The outgoing Post Office boss said his leaders were “partly in denial, partly in paralysis” over problems with the computer system behind the unjustified prosecution of hundreds of sub-postmasters during his arrival in 2019.
Nick Read said bosses were instead focused on the company's financial performance, adding he was not briefed on the “scale and enormity” of the Horizon IT scandal.
He told an inquiry that when a High Court judgment was handed down revealing serious bugs, errors and flaws in the Horizon system, there was “no urgent call or panic discussion” among senior leaders.
He agreed with one lawyer's suggestion that bosses were “living in a sort of dream world.”
He said it would be “impossible not to conclude that,” when asked by lead counsel for the investigation, Jason Beer KC.
Between 1999 and 2015, hundreds of subpostmasters were wrongly prosecuted when faulty Horizon accounting software made it appear money was missing from branches.
But in 2017, some 555 subpostmasters filed a lawsuit against the Post Office. In 2019 he agreed to pay them £58 million in compensation, but much of the money was spent on legal costs.
High Court judgment found Horizon IT software contained a large number of software defects and was not “very robust”
Mr Read told the inquiry that after the High Court judgment was handed down in 2019, he began working with Post Office lawyers, so there was “a greater awareness of my point of view” in relation to other members of the management team.
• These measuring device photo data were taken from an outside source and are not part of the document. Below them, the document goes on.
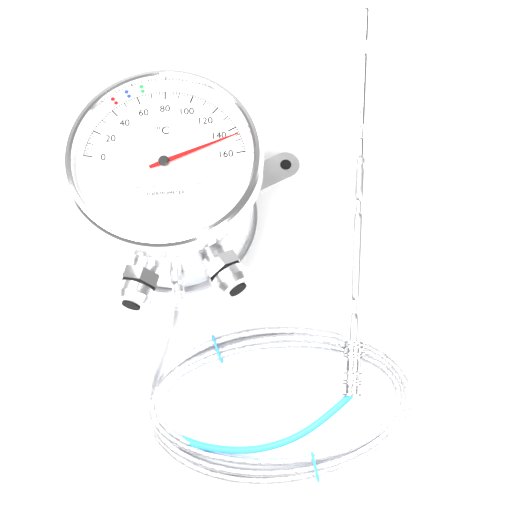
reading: 146 °C
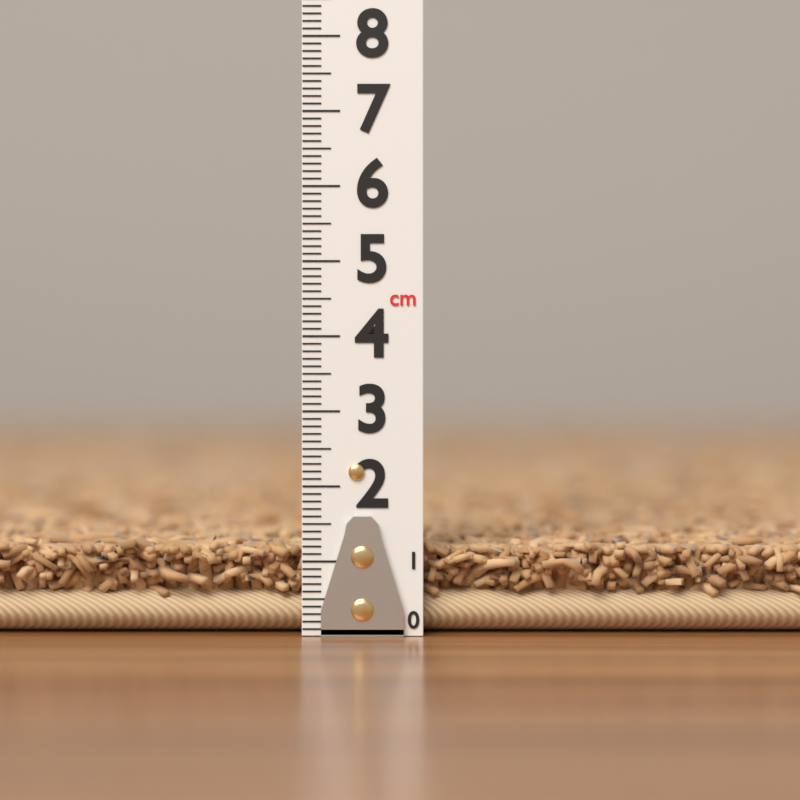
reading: 1.4 cm
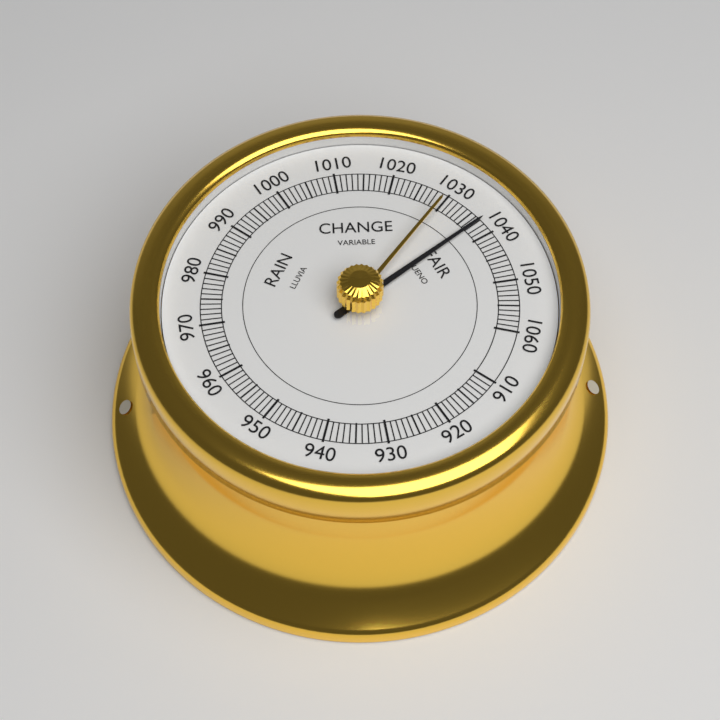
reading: 1037 (no unit)
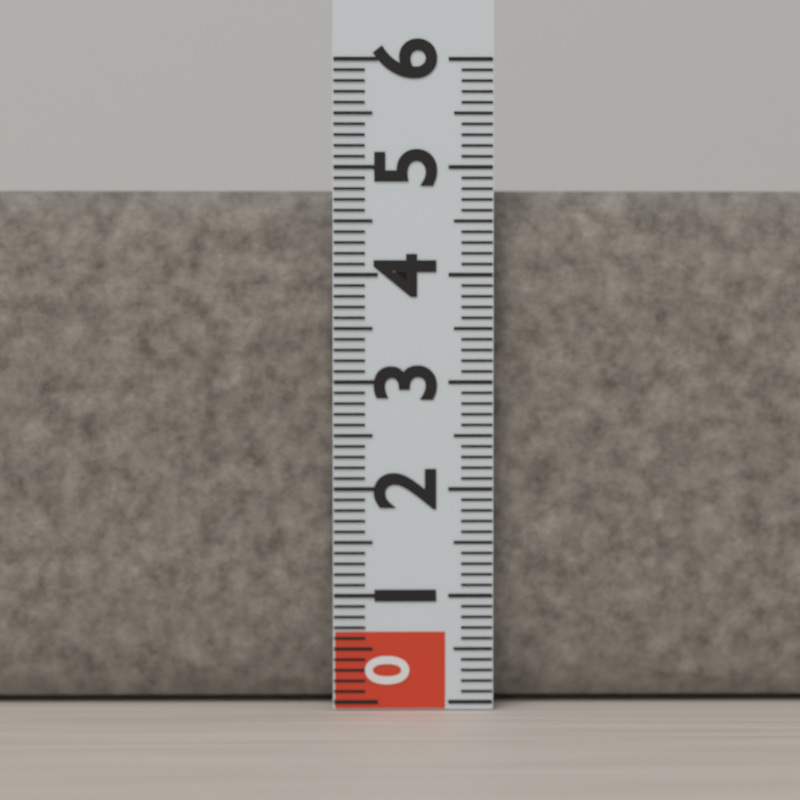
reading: 4.8 (no unit)
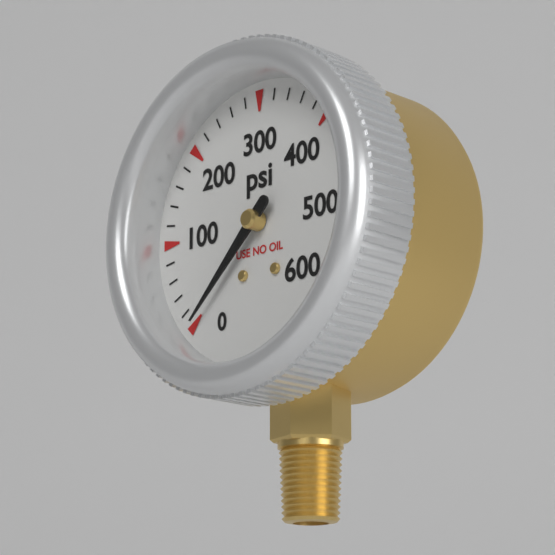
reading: 0 psi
Mr Read, who leaves office next year, will give evidence for three days as part of the inquiry into the scandal.
He said he would step aside from his frontline duties next year to devote “full attention” to the final stage of the investigation, which began in 2022 and has heard testimony from numerous victims and leaders.
When he took office, Mr Read was tasked with turning around the loss-making Post Office at a time when the organization faced a crisis of confidence when the scale of the Horizon scandal was revealed.